You're trying to write for magazines, guest blog or provide online articles. But you have no writing experience. Completely unpublished. How do you find work?
But I have no experience. Seriously? You've lived in a bubble since you turned 18? I doubt it. You have experience. You have strengths. You just don't see them.
New writers wring their hands when it comes time to write a query letter. They get down to that third paragraph, the one where you list your experience, and they freeze. Some don't even submit for fear of bringing nothing to the table.
I once received a $450 article gig and another $750 gig because I had an agriculture degree. I never had to prove I could write. Frankly, I pitched the first piece solely on the basis that I understood plants and agronomy. Another magazine accepted my pitch because I had experienced a unique situation when I put in an irrigation system.
I landed an anthology opportunity based upon the fact I'd been divorced. Obtained another because I had an experience with a snake. Yet another simply for being a mother.
Teen and college magazines purchased eight articles - all about how to get into college, behave in college, find assistance once in college. These assignments came my way because I happened to have kids in college and had means to interviewing students.
How do you get around the fact you aren't widely published and don't have clips?
Write a query letter that brings tears to someone's eyes. Well, maybe not that dramatic, but if your query sings, you've proven you can write. Editors want good writing, and most don't care about your experience - not if you can write quality material.
Focus on the topic, not your ability to write it. Show in that remarkable query that you are an expert or have serious knowledge of a subject, a twist, an experience, a location. Editors want what's marketable first and foremost.
Present a unique spin on a common topic. This is simple charisma and charm, people. Your query already reads like a bestseller, right? Snare an editor with a sparkling idea, and he won't care if you've never written for a magazine before.
Start small. That doesn't mean content mills. That means pitch magazines that pay ten cents/word instead of fifty or seventy-five. Again, assuming you have average writing skills, you'll land a clip in no time.
Go trade. Trade magazines are the most overlooked goldmine in the freelance industry. They are the most open-minded when it comes to no experience. Funny, huh? You might think they are the opposite - that since they represent a very niche topic, they want experts. With trades you can offer: general business advice, profile interviews, or journalistic coverage of an event that falls in line with the publication. Journalists are notorious for being able to write about everything and anything.
If you pitch a great story, a superb topic, a phenomenal twist of a subject, you do not need the experience. You just need the ability to tell the story...starting with your query.
6 comments:
Hope---
Your reminder--that we ALL have expertise in areas we don't always think about--is well needed. Also, a good writer is someone who can write about ordinary things in an extraordinary way. Your nudging us to write about our everyday experiences, flavoring it with our unique twist, certainly helps us find markets/story ideas that we would have otherwise overlooked.
Thanks.
Wonderful advice. Encouraging, too, even though I've been writing for a while. I get intimidated sometimes by a query or a new market. Thanks, Hope! :)
Hope, your suggestions for querying when you have little or no publications record are right on target. It's so easy to forget to call upon our life experiences and how we can use them as our "credentials" for the articles we're proposing. Thanks for this great reminder.
Maribeth Hickman
I feel like a kid about the one liners you oh-so-casually drop into your conversations.... What happened with the snake?
...And yes, we all have experiences that are write-worthy... that's probably the greatest thing I've got out of writing my blog regularly.
Even the robin in my chestnut tree at this moment has a story I can tell.
LOL - the snake story wound up in Chicken Soup - about blended families. My stepson's mother gave him a snake as a pet, and then he decided to come live with us permanently - along with George the snake. Talk about having to be patient!
Thanks for the encouragement. I am new to the community of writers.
I plan to write a memoir about growing up in a dysfunctional family with incest and alcoholism. Because of wanting to write my memoir, I recently joined a small writers' group and one of them introduced me to your newsletter.
I have been writing a blog for the last 3 1/2 years about my experiences as an incest survivor and as an adult child of an alcoholic. Many of my readers keep suggesting that I write a book about my experiences.
I appreciate the information that your blog provides. I always feel encouraged by what I learn here. Thank you.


How to complete this task - In this exercise, write out the data word for word and leave every image out.

Material supplied -
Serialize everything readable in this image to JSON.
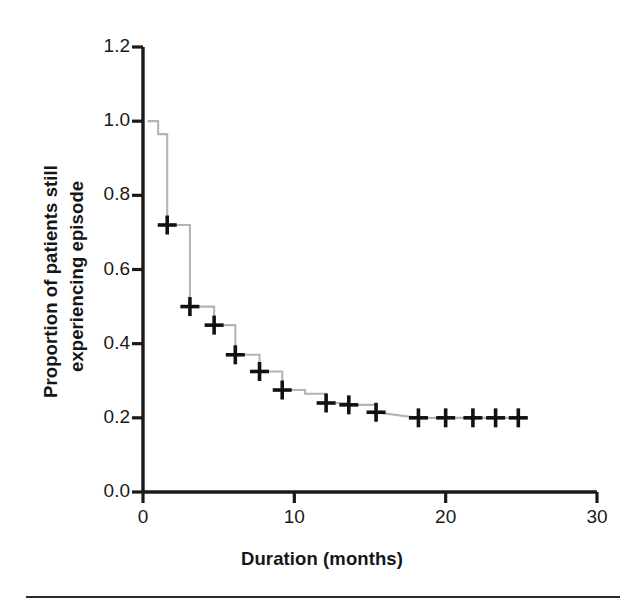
{
  "figure": {
    "background": "#ffffff",
    "axis_color": "#1a1a1a",
    "curve_color": "#b0b0b0",
    "censor_color": "#111111"
  },
  "chart_data": {
    "type": "line",
    "subtype": "kaplan-meier-step",
    "title": "",
    "xlabel": "Duration (months)",
    "ylabel_line1": "Proportion of patients still",
    "ylabel_line2": "experiencing episode",
    "ylabel": "Proportion of patients still experiencing episode",
    "xlim": [
      0,
      30
    ],
    "ylim": [
      0.0,
      1.2
    ],
    "xticks": [
      0,
      10,
      20,
      30
    ],
    "xtick_labels": [
      "0",
      "10",
      "20",
      "30"
    ],
    "yticks": [
      0.0,
      0.2,
      0.4,
      0.6,
      0.8,
      1.0,
      1.2
    ],
    "ytick_labels": [
      "0.0",
      "0.2",
      "0.4",
      "0.6",
      "0.8",
      "1.0",
      "1.2"
    ],
    "grid": false,
    "legend": null,
    "series": [
      {
        "name": "Survival function",
        "step": "post",
        "x": [
          0.3,
          1.0,
          1.0,
          1.6,
          1.6,
          3.1,
          3.1,
          4.7,
          4.7,
          6.1,
          6.1,
          7.7,
          7.7,
          9.2,
          9.2,
          10.7,
          10.7,
          12.1,
          12.1,
          13.6,
          13.6,
          15.4,
          15.4,
          18.2,
          24.8
        ],
        "y": [
          1.0,
          1.0,
          0.965,
          0.965,
          0.72,
          0.72,
          0.5,
          0.5,
          0.45,
          0.45,
          0.37,
          0.37,
          0.325,
          0.325,
          0.275,
          0.275,
          0.265,
          0.265,
          0.24,
          0.24,
          0.235,
          0.235,
          0.215,
          0.2,
          0.2
        ]
      }
    ],
    "censor_marks": [
      {
        "x": 1.6,
        "y": 0.72
      },
      {
        "x": 3.1,
        "y": 0.5
      },
      {
        "x": 4.7,
        "y": 0.45
      },
      {
        "x": 6.1,
        "y": 0.37
      },
      {
        "x": 7.7,
        "y": 0.325
      },
      {
        "x": 9.2,
        "y": 0.275
      },
      {
        "x": 12.1,
        "y": 0.24
      },
      {
        "x": 13.6,
        "y": 0.235
      },
      {
        "x": 15.4,
        "y": 0.215
      },
      {
        "x": 18.2,
        "y": 0.2
      },
      {
        "x": 20.0,
        "y": 0.2
      },
      {
        "x": 21.8,
        "y": 0.2
      },
      {
        "x": 23.3,
        "y": 0.2
      },
      {
        "x": 24.8,
        "y": 0.2
      }
    ]
  }
}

Task result -
Serialize everything readable in this image to JSON.
{
  "figure": {
    "background": "#ffffff",
    "axis_color": "#1a1a1a",
    "curve_color": "#b0b0b0",
    "censor_color": "#111111"
  },
  "chart_data": {
    "type": "line",
    "subtype": "kaplan-meier-step",
    "title": "",
    "xlabel": "Duration (months)",
    "ylabel_line1": "Proportion of patients still",
    "ylabel_line2": "experiencing episode",
    "ylabel": "Proportion of patients still experiencing episode",
    "xlim": [
      0,
      30
    ],
    "ylim": [
      0.0,
      1.2
    ],
    "xticks": [
      0,
      10,
      20,
      30
    ],
    "xtick_labels": [
      "0",
      "10",
      "20",
      "30"
    ],
    "yticks": [
      0.0,
      0.2,
      0.4,
      0.6,
      0.8,
      1.0,
      1.2
    ],
    "ytick_labels": [
      "0.0",
      "0.2",
      "0.4",
      "0.6",
      "0.8",
      "1.0",
      "1.2"
    ],
    "grid": false,
    "legend": null,
    "series": [
      {
        "name": "Survival function",
        "step": "post",
        "x": [
          0.3,
          1.0,
          1.0,
          1.6,
          1.6,
          3.1,
          3.1,
          4.7,
          4.7,
          6.1,
          6.1,
          7.7,
          7.7,
          9.2,
          9.2,
          10.7,
          10.7,
          12.1,
          12.1,
          13.6,
          13.6,
          15.4,
          15.4,
          18.2,
          24.8
        ],
        "y": [
          1.0,
          1.0,
          0.965,
          0.965,
          0.72,
          0.72,
          0.5,
          0.5,
          0.45,
          0.45,
          0.37,
          0.37,
          0.325,
          0.325,
          0.275,
          0.275,
          0.265,
          0.265,
          0.24,
          0.24,
          0.235,
          0.235,
          0.215,
          0.2,
          0.2
        ]
      }
    ],
    "censor_marks": [
      {
        "x": 1.6,
        "y": 0.72
      },
      {
        "x": 3.1,
        "y": 0.5
      },
      {
        "x": 4.7,
        "y": 0.45
      },
      {
        "x": 6.1,
        "y": 0.37
      },
      {
        "x": 7.7,
        "y": 0.325
      },
      {
        "x": 9.2,
        "y": 0.275
      },
      {
        "x": 12.1,
        "y": 0.24
      },
      {
        "x": 13.6,
        "y": 0.235
      },
      {
        "x": 15.4,
        "y": 0.215
      },
      {
        "x": 18.2,
        "y": 0.2
      },
      {
        "x": 20.0,
        "y": 0.2
      },
      {
        "x": 21.8,
        "y": 0.2
      },
      {
        "x": 23.3,
        "y": 0.2
      },
      {
        "x": 24.8,
        "y": 0.2
      }
    ]
  }
}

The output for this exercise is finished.